Snuggle for Survival
From its emergence into the world as a 5-inch egg to its adulthood as a 4-foot-tall, 90-pound marine bird, life for an emperor penguin might best be described, using the words of Harvard mathematician Martin Nowak, as “a snuggle for survival.”
Females of the species, Aptenodytes forsteriis, lay their eggs in colonies on the shore-fast sea ice of Antarctica in late May or early June—the onset of Austral winter, when temperatures can plunge below -50 degrees Celsius (-58 degrees Fahrenheit), and winds exceed 137 kilometers per hour (85 miles per hour). Females must then find food to replenish their reserves, so, before embarking on journeys dozens of miles back to the open ocean, they carefully transfer their developing progeny onto the feet of their mates.
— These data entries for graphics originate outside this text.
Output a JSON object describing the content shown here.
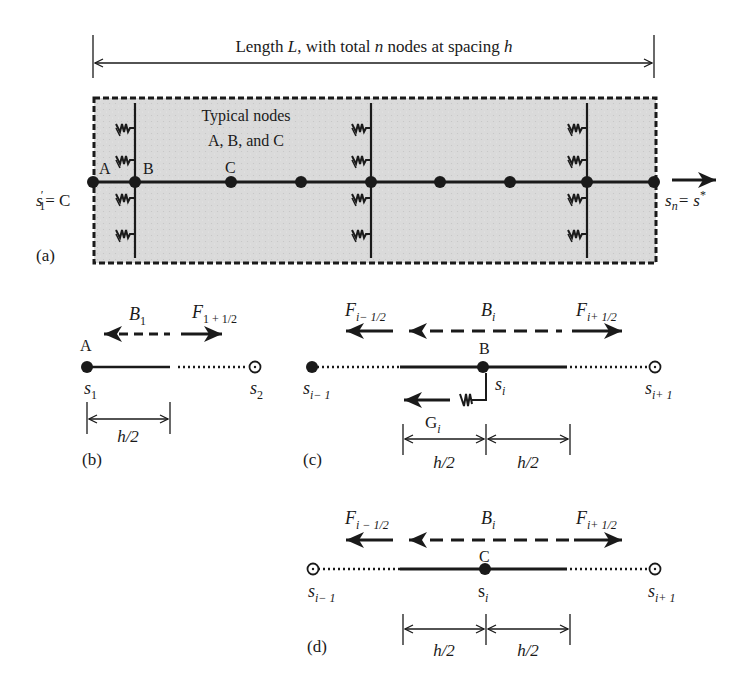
{
  "figure": {
    "panel_a": {
      "tag": "(a)",
      "length_label": "Length L, with total n nodes at spacing h",
      "length_label_parts": {
        "pre": "Length ",
        "L": "L",
        "mid": ", with total ",
        "n": "n",
        "post": " nodes at spacing ",
        "h": "h"
      },
      "typical_nodes_line1": "Typical nodes",
      "typical_nodes_line2": "A, B, and C",
      "node_labels": [
        "A",
        "B",
        "C"
      ],
      "left_boundary": {
        "s": "s",
        "prime": "′",
        "sub": "1",
        "eq": "= C"
      },
      "right_boundary": {
        "s": "s",
        "sub": "n",
        "eq": "= s",
        "sup": "*"
      },
      "node_count": 9,
      "spring_columns": 3,
      "springs_per_column": 4
    },
    "panel_b": {
      "tag": "(b)",
      "node_label": "A",
      "B_label": {
        "main": "B",
        "sub": "1"
      },
      "F_label": {
        "main": "F",
        "sub": "1 + 1/2"
      },
      "s_left": {
        "main": "s",
        "sub": "1"
      },
      "s_right": {
        "main": "s",
        "sub": "2"
      },
      "dim_label": "h/2"
    },
    "panel_c": {
      "tag": "(c)",
      "node_label": "B",
      "F_left": {
        "main": "F",
        "sub": "i− 1/2"
      },
      "B_label": {
        "main": "B",
        "sub": "i"
      },
      "F_right": {
        "main": "F",
        "sub": "i+ 1/2"
      },
      "s_left": {
        "main": "s",
        "sub": "i− 1"
      },
      "s_mid": {
        "main": "s",
        "sub": "i"
      },
      "s_right": {
        "main": "s",
        "sub": "i+ 1"
      },
      "G_label": {
        "main": "G",
        "sub": "i"
      },
      "dim_left": "h/2",
      "dim_right": "h/2"
    },
    "panel_d": {
      "tag": "(d)",
      "node_label": "C",
      "F_left": {
        "main": "F",
        "sub": "i − 1/2"
      },
      "B_label": {
        "main": "B",
        "sub": "i"
      },
      "F_right": {
        "main": "F",
        "sub": "i+ 1/2"
      },
      "s_left": {
        "main": "s",
        "sub": "i− 1"
      },
      "s_mid": {
        "main": "s",
        "sub": "i"
      },
      "s_right": {
        "main": "s",
        "sub": "i+ 1"
      },
      "dim_left": "h/2",
      "dim_right": "h/2"
    },
    "colors": {
      "ink": "#1a1a1a",
      "soil_fill": "#d9d9d9",
      "background": "#ffffff"
    }
  }
}
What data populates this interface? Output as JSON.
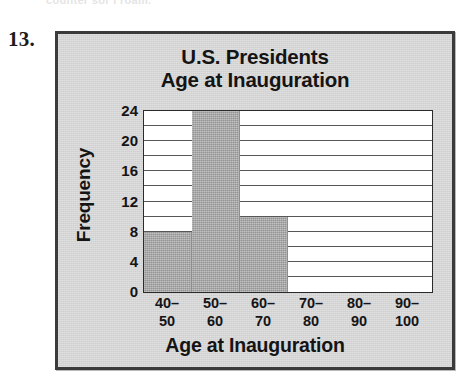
{
  "page": {
    "item_number": "13.",
    "cut_off_text_above": "counter sor i roam."
  },
  "chart_data": {
    "type": "bar",
    "title": "U.S. Presidents Age at Inauguration",
    "title_lines": [
      "U.S. Presidents",
      "Age at Inauguration"
    ],
    "xlabel": "Age at Inauguration",
    "ylabel": "Frequency",
    "categories": [
      "40–50",
      "50–60",
      "60–70",
      "70–80",
      "80–90",
      "90–100"
    ],
    "category_lines": [
      [
        "40–",
        "50"
      ],
      [
        "50–",
        "60"
      ],
      [
        "60–",
        "70"
      ],
      [
        "70–",
        "80"
      ],
      [
        "80–",
        "90"
      ],
      [
        "90–",
        "100"
      ]
    ],
    "values": [
      8,
      24,
      10,
      0,
      0,
      0
    ],
    "ylim": [
      0,
      24
    ],
    "ytick_labels": [
      "0",
      "4",
      "8",
      "12",
      "16",
      "20",
      "24"
    ],
    "ytick_values": [
      0,
      4,
      8,
      12,
      16,
      20,
      24
    ],
    "gridline_values": [
      2,
      4,
      6,
      8,
      10,
      12,
      14,
      16,
      18,
      20,
      22
    ],
    "grid": true,
    "legend": "none",
    "colors": {
      "bar_fill": "#a9a9a9",
      "panel_background": "#d6d6d6",
      "panel_border": "#3b3b3b",
      "plot_background": "#ffffff",
      "axis_line": "#2b2b2b",
      "text": "#141414"
    }
  }
}
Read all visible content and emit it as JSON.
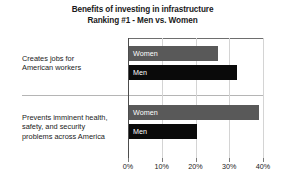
{
  "chart_data": {
    "type": "bar",
    "orientation": "horizontal",
    "title": "Benefits of investing in infrastructure Ranking #1 - Men vs. Women",
    "title_lines": [
      "Benefits of investing in infrastructure",
      "Ranking #1 - Men vs. Women"
    ],
    "xlabel": "",
    "ylabel": "",
    "xlim": [
      0,
      40
    ],
    "xtick_labels": [
      "0%",
      "10%",
      "20%",
      "30%",
      "40%"
    ],
    "xtick_values": [
      0,
      10,
      20,
      30,
      40
    ],
    "grid": true,
    "legend": "in-bar labels",
    "categories": [
      {
        "lines": [
          "Creates jobs for",
          "American workers"
        ],
        "text": "Creates jobs for American workers"
      },
      {
        "lines": [
          "Prevents imminent health,",
          "safety, and security",
          "problems across America"
        ],
        "text": "Prevents imminent health, safety, and security problems across America"
      }
    ],
    "series": [
      {
        "name": "Women",
        "color": "#595959",
        "values": [
          26.5,
          38.5
        ]
      },
      {
        "name": "Men",
        "color": "#0a0a0a",
        "values": [
          32.0,
          20.0
        ]
      }
    ]
  }
}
It is the male that then carries the baby through the darkest winter months of June and July while the female forages—carefully keeping the egg off the cold sea ice, snugging it over with a pocket of skin on his lower belly called a brood pouch, and rotating it gently as he shuffles along to ensure even heating. When temperatures are cold enough that even thick feathers—the densest of any bird on Earth—aren’t enough, males huddle together in great masses, as seen in this earlier bioGraphic film, their bellies inward toward the center, their faces tucked between the shoulders of the bird in front of them. At times, they fall silent to conserve energy, their shifting feet the only sound. The center of this great, teeming hug can reach temperatures up to (37 degrees Celsius (98.6 degrees Fahrenheit)—plenty hot enough to keep dad warm as he loses as much as half his body weight from fasting—and plenty hot enough to ensure the egg atop his feet is well-incubated until it hatches.
As such, the male is careful to only occasionally turn away from the melee and lift his brood pouch to check on his progeny. Photographer Stefan Christmann had just 20 minutes of daylight to capture the fortuitous moment when one did so in the 10,000-penguin colony on Atka Bay, 2,700 miles south of the southern tip of Africa. The result was an image of a chick’s first look at its frigid new home. “This image says to me that nothing is impossible. These almost naked chicks are born into the coldest habitat on the planet and yet they manage to survive as part of the colony,” writes Christmann, who spent the winters of 2016 and 2021 on Atka Bay and published a richly illustrated book about his experiences. “Emperor penguins are prime examples of how teamwork can help to overcome even the most difficult obstacles.”
When females return at the end of polar night, they take over parental duties, hustling the babies onto their own feet, and feeding them regurgitated food from their months at sea while the males head for the water. And when the chicks are old enough, both mates leave to devour squid, fish, and krill. In their absence, the downy chicks practice their own little huddle called a crèche, clumsily jostling each other for the center position in what Christmann once described to National Geographic as “a really cute mess.”
Counterintuitively, though, global warming is increasing the likelihood of emperor penguin chicks freezing to death, and the IUCN categorizes the species as Near Threatened. Rising air and ocean temperatures are destabilizing the sea ice that an estimated 250,000 emperor penguin pairs rely on each winter. Should the ice break up before the chicks have molted their baby down and grown waterproof adult feathers, they would be swept into the sea to die. Climate models project a 30 to 40 percent loss of sea ice in the second half of the 21st century if warming trends continue unabated. Some scientists have predicted up to an 80 percent loss of penguin colonies by 2100.
No one knows for sure whether the species can adapt to these changes. In one hopeful sign, two colonies do exist on land, and have been stable for 20 years. The penguins’ hardiness can’t hurt either: In addition to their cold tolerance, they can dive to depths of nearly 610 meters (2,000 feet) for as long as 20 minutes when foraging. Some have swum as far as Tierra Del Fuego, the Falkland Islands, and New Zealand. And then of course there’s their tremendous community spirit. They are after all, as Christmann writes, “birds made of love.”

Atka Bay, Antarctica
Stefan Christmann

Stefan Christmann is a nature photographer and filmmaker from Germany. He was a member of the BBC Natural History Unit crew that documented emperor penguins in Antarctica, where he has spent two winters—one of the few people in the world to do so. He has created a comprehensive body of work about the magical habitat and tough, beautiful birds, providing one of the most gripping nature survival stories on the planet.
Sarah Gilman
Sarah Gilman is a writer, illustrator, and editor who covers the environment, science, and place from rural Washington state. She's also a contributing editor at Hakai Magazine. Her work has appeared in The Atlantic, Audubon, Smithsonian, High Country News, National Geographic, and others.